Edward Plunkett, known in society and to his vast
reading audience as Lord Dunsany, was one of the masters of fantasy, producing
more than sixty books in his lifetime at high speed, his publishers generally
content to print the first drafts that he sent them exactly as they came in. He
was an Anglo-Irish gentleman of the old school, a hunter, the chess and pistol-shooting champion of
Ireland. But while he rode his fields,
his mind was forever beyond the fields we know, in Elfland or in a Carcassonne
of the imaginal realm, where a witch queen, terrible in her beauty
Swims
in a marble bath through whose deeps a rive tumbles, or lies all morning on the
edge of it to dry slowly in the sun, and watches the heaving river trouble the
deeps of the bath. It flows through the caverns of earth for further than she
knows and coming to light in the witch’s bath goes down through the earth again
to its own peculiar sea….
When there is blood in the bath she knows there is war in the mountains.
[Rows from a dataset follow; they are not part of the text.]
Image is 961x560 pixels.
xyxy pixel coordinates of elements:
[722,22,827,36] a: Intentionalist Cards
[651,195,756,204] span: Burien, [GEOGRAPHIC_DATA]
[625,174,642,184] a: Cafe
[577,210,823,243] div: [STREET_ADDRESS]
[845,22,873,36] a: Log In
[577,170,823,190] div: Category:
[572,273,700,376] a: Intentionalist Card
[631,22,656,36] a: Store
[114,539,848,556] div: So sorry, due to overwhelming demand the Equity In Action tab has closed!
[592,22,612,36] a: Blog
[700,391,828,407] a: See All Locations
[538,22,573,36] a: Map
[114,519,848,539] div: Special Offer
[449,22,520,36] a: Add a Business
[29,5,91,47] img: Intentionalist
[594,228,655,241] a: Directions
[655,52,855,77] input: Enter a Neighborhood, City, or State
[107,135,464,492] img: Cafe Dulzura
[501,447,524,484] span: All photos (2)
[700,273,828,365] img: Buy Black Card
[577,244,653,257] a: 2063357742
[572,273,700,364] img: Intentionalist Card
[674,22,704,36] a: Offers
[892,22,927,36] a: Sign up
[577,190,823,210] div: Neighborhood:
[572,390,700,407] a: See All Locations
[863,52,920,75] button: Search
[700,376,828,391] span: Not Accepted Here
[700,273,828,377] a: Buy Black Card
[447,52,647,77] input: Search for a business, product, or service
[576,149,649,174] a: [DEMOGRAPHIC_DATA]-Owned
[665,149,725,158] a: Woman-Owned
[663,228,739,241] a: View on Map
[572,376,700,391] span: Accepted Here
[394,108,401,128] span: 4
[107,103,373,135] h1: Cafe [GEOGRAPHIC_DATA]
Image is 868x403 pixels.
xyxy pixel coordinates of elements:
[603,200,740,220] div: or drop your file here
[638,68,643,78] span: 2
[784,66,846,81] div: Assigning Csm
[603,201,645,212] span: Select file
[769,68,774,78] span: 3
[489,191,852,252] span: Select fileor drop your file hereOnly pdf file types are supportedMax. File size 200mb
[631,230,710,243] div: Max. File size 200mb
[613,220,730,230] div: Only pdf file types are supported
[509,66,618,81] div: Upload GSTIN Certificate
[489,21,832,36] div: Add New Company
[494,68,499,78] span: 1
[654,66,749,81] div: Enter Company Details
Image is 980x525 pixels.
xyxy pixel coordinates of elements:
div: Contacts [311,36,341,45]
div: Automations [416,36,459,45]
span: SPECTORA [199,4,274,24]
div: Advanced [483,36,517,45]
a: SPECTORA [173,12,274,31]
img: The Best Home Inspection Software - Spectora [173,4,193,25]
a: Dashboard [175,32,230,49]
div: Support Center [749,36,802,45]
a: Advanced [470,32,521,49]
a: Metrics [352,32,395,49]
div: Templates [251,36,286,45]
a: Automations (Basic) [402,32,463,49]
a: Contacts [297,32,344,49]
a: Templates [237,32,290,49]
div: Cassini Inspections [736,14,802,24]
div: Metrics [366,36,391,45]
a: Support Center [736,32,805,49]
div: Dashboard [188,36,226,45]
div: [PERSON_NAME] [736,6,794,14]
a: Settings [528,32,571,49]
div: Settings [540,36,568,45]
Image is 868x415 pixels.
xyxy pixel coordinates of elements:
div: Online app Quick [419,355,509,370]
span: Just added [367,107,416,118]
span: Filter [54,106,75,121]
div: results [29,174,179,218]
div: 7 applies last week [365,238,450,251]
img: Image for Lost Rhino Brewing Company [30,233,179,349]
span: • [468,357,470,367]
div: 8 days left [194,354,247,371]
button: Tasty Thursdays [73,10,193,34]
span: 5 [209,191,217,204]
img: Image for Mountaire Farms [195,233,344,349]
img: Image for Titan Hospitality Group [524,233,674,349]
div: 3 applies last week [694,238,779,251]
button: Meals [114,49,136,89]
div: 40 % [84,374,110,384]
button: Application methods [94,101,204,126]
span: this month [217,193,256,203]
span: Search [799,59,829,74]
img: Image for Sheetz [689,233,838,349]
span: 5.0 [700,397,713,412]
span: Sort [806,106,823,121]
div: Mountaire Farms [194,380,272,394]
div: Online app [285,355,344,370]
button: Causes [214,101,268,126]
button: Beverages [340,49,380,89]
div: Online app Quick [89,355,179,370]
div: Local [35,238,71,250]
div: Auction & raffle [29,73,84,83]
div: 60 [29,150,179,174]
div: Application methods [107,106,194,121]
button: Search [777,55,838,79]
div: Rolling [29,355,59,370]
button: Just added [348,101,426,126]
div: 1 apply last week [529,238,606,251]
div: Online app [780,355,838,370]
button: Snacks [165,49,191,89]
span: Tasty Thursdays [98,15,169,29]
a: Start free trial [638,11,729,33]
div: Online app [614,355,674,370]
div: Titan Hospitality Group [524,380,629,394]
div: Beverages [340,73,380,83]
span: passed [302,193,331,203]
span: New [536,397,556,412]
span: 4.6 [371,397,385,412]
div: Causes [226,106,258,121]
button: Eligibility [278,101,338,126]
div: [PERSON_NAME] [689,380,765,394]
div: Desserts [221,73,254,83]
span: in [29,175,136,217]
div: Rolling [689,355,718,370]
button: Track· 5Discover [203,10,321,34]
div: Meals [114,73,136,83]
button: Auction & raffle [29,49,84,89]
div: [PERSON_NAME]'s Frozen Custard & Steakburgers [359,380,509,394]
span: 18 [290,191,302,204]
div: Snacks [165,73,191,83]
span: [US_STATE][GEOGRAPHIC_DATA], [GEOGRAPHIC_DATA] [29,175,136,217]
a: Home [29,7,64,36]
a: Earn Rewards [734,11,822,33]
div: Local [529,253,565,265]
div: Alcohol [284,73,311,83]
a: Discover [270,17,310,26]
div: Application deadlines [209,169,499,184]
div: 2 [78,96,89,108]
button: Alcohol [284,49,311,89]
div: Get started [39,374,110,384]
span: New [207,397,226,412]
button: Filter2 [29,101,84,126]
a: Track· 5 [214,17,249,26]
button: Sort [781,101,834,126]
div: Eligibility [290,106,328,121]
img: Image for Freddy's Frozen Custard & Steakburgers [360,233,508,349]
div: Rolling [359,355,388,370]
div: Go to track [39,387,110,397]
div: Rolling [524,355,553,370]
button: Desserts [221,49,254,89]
When there is blood in the bath she knows there is war in the mountains.
Somewhere between here and Elfland, Lord Dunsany came
by an unhappy body engaged in a painful dialogue with its soul. “The Unhappy
Body” (his title for the tale) is tired; all it wants is to sleep. The soul
will not allow it to rest because it has an urgent assignment for this body.
Everywhere, the soul explains,
People’s
dreams are wandering afield, they pass the seas and mountains of faery,
threading the intricate passes led by their souls; they come to golden temples
a-ring with a thousand bells; they pass up steep streets lit by paper lanterns,
where the doors are green and small; they know their way to witches’ chambers
and castles of enchantment; they know the spell that brings them to the
causeway along the ivory mountains – on one side looking downward they behold
the fields of their youth and on the other lie the radiant plains of the future.
But people forget their dreams. From their dream
awakenings, they go back to sleep, forgetting the realms of magic and
enchantment, and the causeway from which they can see into past and future. The
soul’s urgent assignment for the body is: “Arise and write down what the people
dream.”
The body asks what reward it will receive for doing
this. When told there is no reward, the body declares, “Then I shall sleep.”
But the soul rouses the body with a song, and wearily the body takes up a pen
and starts recording what the soul wants it to preserve: a vision of dreamers
rising above the roar and distraction of the city to a shimmering mountain where
they board the “galleons of dreams” and sail through the skies in their chosen
directions. The soul goes on telling the dreams of all these travelers. But the
body is tired and mutinous; it cries out for sleep.
“You shall have centuries of sleep,” the soul tells
it, “but you must not sleep, for I have seen deep meadows with purple flowers
flaming tall and strange above the brilliant grass, and herds of pure while
unicorns…I will sing that song to you, and you shall write it down.”
The body protests, Give me one night’s rest.
Go on and rest, the soul at last responds, in disgust.
“I am tired of you. I am off.”
The soul flies away. The undertakers come and lay the
body in the earth. The wraiths of the dead come at midnight to congratulate the
body on its happy estate. “Now I can rest,” says the body.
Ursula LeGuin once said that Lord Dunsany is the worst
temptation for the novice writer of fantasy, and it must be conceded that his
prose can be overly rich and faery-infused. Yet A Dreamer’s Tales, where you will find "The Unhappy Body", is a book
for the ages, and reminds us that in fantasy we can sometimes the truth of our
condition more clearly than in the roar of the city.
Lord Dunsany, A
Dreamer’s Tales [1910] reprint: Holicong, PA: Wildside Press, 2002
Graphics: Top, Sidney Sime illustration for A Dreamer's Tales; Bottom, Portrait of Lord Dunsany by Serge Ivanoff (1953).